At 69 runs from 54, they're playing Hey Jude. Don't make it bad, sing a sad song and make it better. Actually, it's the nah, nah nah, nah nah nah nah bit. Are they rubbing it in?
These guys. Ross Taylor, who always looks so worried. You want to say relax, Ross, it might not happen, but you know and he knows it might. Ferguson, with the smartest moustache. All of them, such teeth, such haircuts, such grins.
Buttler gets to 59, which feels a little unfair to the Black Caps' Henry Nicholls, whose 55 was the highest score of the game until a minute previously. Then he's out, caught in the deep. 196-5. And the next guy, and the next. Trent Boult stops a six but steps out. Almost at the end Neesham bowls to the new English bowling star Jofra Archer, who stands in front of his wicket but still gets bowled. The Black Caps will win. But Stokes hits a six, and then a two, and gets in the way of the return and the ball runs away for another four. That's a rule? Apparently that's a rule. It ends in a tie.
So they play a super over, one each, and the heroic Jimmy Neesham almost wins it again and the also-heroic Jofra Archer almost loses it and there's Martin Guptill, sprawled on the pitch. He needed two on the last ball and he tried so hard to make it back, so hard, and he's lying on the pitch with five million people lying beside him.

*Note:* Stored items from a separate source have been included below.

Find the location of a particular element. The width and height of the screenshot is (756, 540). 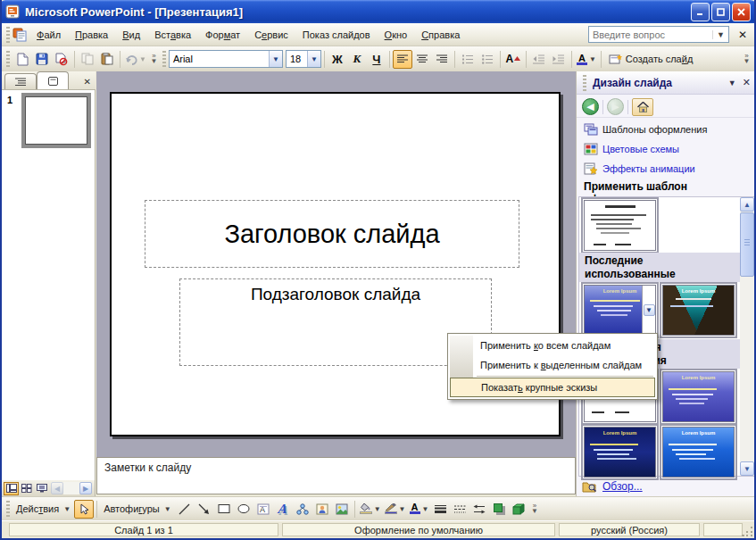

text-box-button: A is located at coordinates (263, 509).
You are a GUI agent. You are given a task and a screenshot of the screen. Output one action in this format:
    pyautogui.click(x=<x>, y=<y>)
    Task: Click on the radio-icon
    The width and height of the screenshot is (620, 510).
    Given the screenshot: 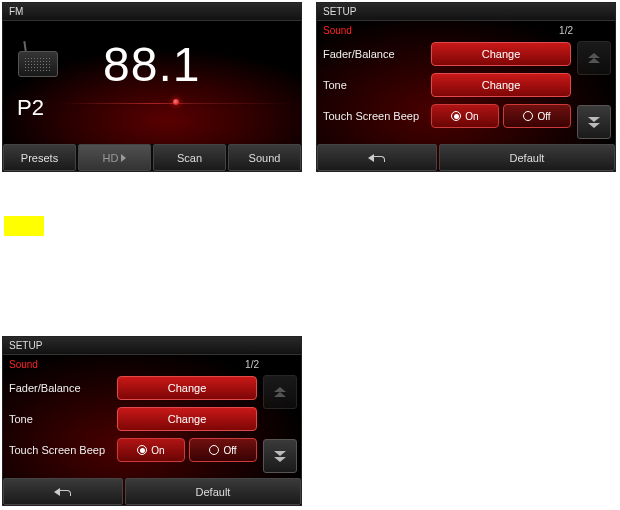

We do it to ourselves. We love doing it, these big sporting moments when we say, this is us. We are the Black Caps, we are the All Blacks, we are the Silver Ferns, we are Kane.
Who's this we?
Right now we're that guy, Kane Williamson, not as big as most of the others, walking with head down like there's something really important to look at on the ground, hands a little stiff, sometimes they clench right up.
He'll look up and speak if spoken to, quietly, he'll be a little abashed but not tongue-tied, he's fine with talking but he just doesn't think it's quite as important as some others obviously do. He's good with it. He's got nice eyes. He hides his face behind a beard.
When he picks up a cricket bat he's better than everyone. Not because he can hit the ball harder or further, but because he knows how to get more runs: How to read the pitch and the bowler, how to select shots and play them, how to be brave, how to focus, how to stay calm and think and act – and he's trained himself to do all these things more quickly than would be humanly possible, if you made the mistake of stopping to think about it.
We are that guy. Are we always that guy, the captain of the Black Caps? It's not like the All Blacks, with a captain to idolise precisely because he's awesomely not like us. Not like the America's Cup skipper, a patrician in a land of lads, even when, like Peter Burling, he's not. Not like the captain of any team that usually wins.
We are the team that doesn't quite win. We are the guy who gets us close. It's the Black Caps, not the All Blacks, that feels truer, to me.
Back in 2015, we were the brilliant larrikin, Brendon McCullum. The new New Zealand, just like the old Australia. It was fun but it wasn't quite right.
We're Kane, aren't we? Vulnerable, introverted, the player of the series, the kid with something wonderful inside him, determined to find a way to get it out. He'll do it. He is doing it. We'll do it too.